Greek — 800 BC, Greece

Ancient Greek "th" (theta)

Greek legend says that a Phoenician, Cadmus, brought writing to the Greeks.  This is not hard to believe, as the earliest Greek glyphs look very similar to Phoenician.  However, the Greek alphabet had something from the beginning that no other writing system had: full independent vowels.  Having a full set glyphs for vowels and a full set of glyphs for consonants made Greek an alphabet instead of abjad or syllabary.    All other alphabets derive from the Greek; there are no cases of people independently developing an alphabet (with the possible exception of Elder Futhark or Ogham, though I think that is unlikely).

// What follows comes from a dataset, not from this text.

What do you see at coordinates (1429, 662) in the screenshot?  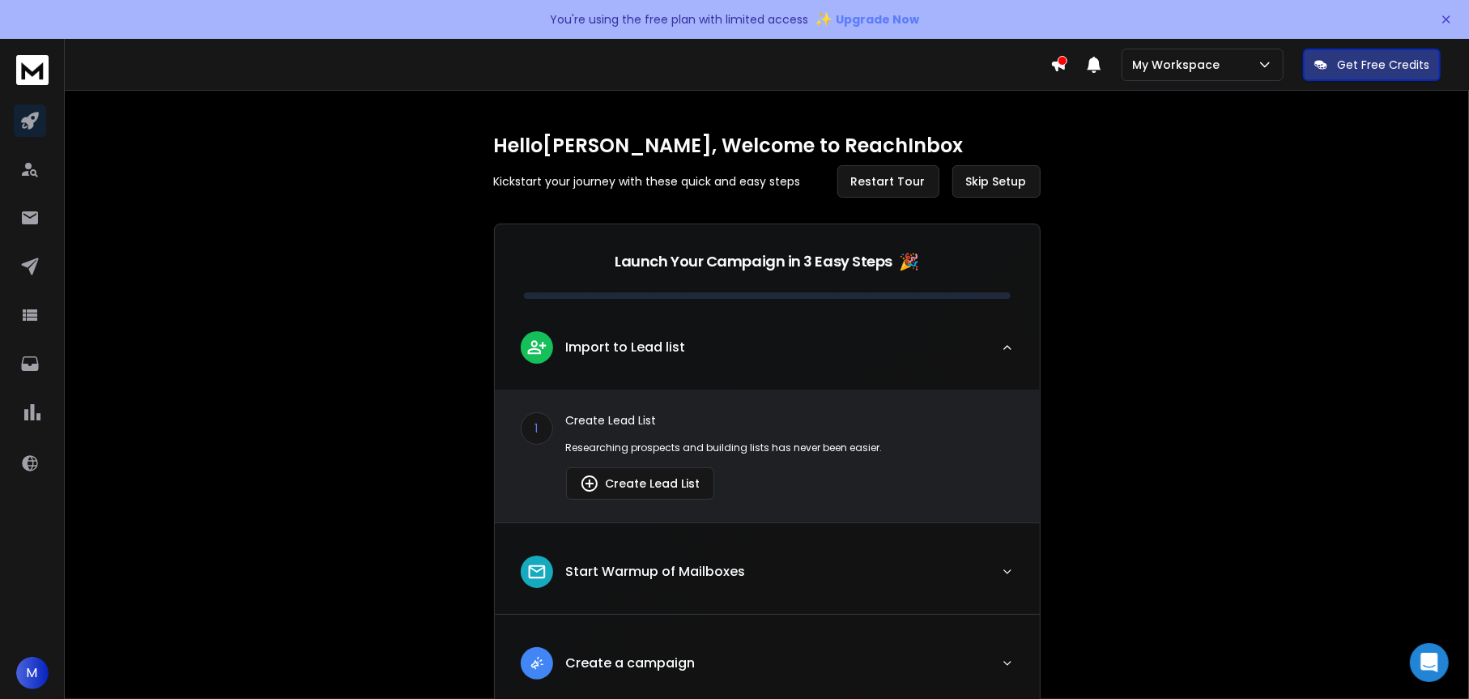 I see `div: Open Intercom Messenger` at bounding box center [1429, 662].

There have been some syllabaries since that have vowels and syllables (e.g. Japanese), and some writing systems that decorate the consonant to indicate the vowel, but none where consonants and vowels are all there and independent units, except for those that derive from Greek.

It’s not that everyone before the Greeks was stupid: alphabetic writing systems can require many more glyphs to say the same thing than a logographic language, syllabary, or abjad.  This is not a virtue when writing technology is either expensive (like papyrus) or awkward (like clay tablets).

Partly, Greeks established complete vowels because they had no choice: the language would be unintelligible without them.  In Semitic languages, the vowels are not hugely important.  Two different words with the same consonants are almost always related, like “swam” and “swum”: both have to do with splashing around in the water.  In Indo-European languages like Greek, vowels are really important.  “Drown” and “drawn” refer to radically different concepts!

Originally, Greek was written right-to-left (like Phoenician), then boustrophedon, but after a while they settled on left-to-right.  Because Greece had such significant linguistic separation (due to being a bunch of islands), there were significant dialectical differences in both written and spoken Greek.  They didn’t settle on a standard alphabet until around 400 BC, when Athens standardized on the Ionian script.

While the Phoenicians spread their writing system along the southern part of the Mediterranean, the Greeks spread it along the northern part, most importantly to Italy.

Links: Wikipedia, Ancient Scripts, Omniglot

About ducky

I'm a computer programmer professionally, currently working on mapping applications. I have been interested non-professionally for a long time in the effect on society on advances in communications technology -- things like writing, vowels, spaces between words, paper, etc.